▶ The task
Write out, as an exact transcription, the line that has "Identify the location" and each line after it through the end of the data below.

==== Data extract

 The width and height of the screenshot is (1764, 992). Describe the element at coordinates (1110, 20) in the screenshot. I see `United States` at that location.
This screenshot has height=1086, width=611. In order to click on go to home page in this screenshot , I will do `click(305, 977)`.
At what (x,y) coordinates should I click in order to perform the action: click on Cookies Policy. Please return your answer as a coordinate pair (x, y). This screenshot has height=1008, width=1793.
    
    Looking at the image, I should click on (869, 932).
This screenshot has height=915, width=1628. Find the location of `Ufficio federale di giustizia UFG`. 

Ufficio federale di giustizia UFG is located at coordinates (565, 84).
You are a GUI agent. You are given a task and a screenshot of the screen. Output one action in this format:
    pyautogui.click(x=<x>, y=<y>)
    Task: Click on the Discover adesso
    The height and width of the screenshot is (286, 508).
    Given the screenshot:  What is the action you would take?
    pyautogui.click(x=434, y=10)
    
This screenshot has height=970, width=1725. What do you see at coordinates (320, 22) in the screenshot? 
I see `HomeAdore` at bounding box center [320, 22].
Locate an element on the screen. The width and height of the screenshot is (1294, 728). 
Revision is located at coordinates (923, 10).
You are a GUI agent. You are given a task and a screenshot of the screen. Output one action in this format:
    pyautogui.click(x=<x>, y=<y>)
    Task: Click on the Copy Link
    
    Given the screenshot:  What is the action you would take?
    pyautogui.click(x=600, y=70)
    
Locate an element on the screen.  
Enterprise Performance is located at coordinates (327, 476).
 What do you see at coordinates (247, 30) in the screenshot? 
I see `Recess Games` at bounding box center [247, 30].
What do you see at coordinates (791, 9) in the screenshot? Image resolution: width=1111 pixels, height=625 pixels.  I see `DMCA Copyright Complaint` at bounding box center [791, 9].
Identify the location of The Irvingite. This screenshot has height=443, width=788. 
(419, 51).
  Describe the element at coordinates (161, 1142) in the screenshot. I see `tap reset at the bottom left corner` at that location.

========

▶ Task result
Identify the location of The Irvingite. This screenshot has height=443, width=788. 
(419, 51).
  Describe the element at coordinates (161, 1142) in the screenshot. I see `tap reset at the bottom left corner` at that location.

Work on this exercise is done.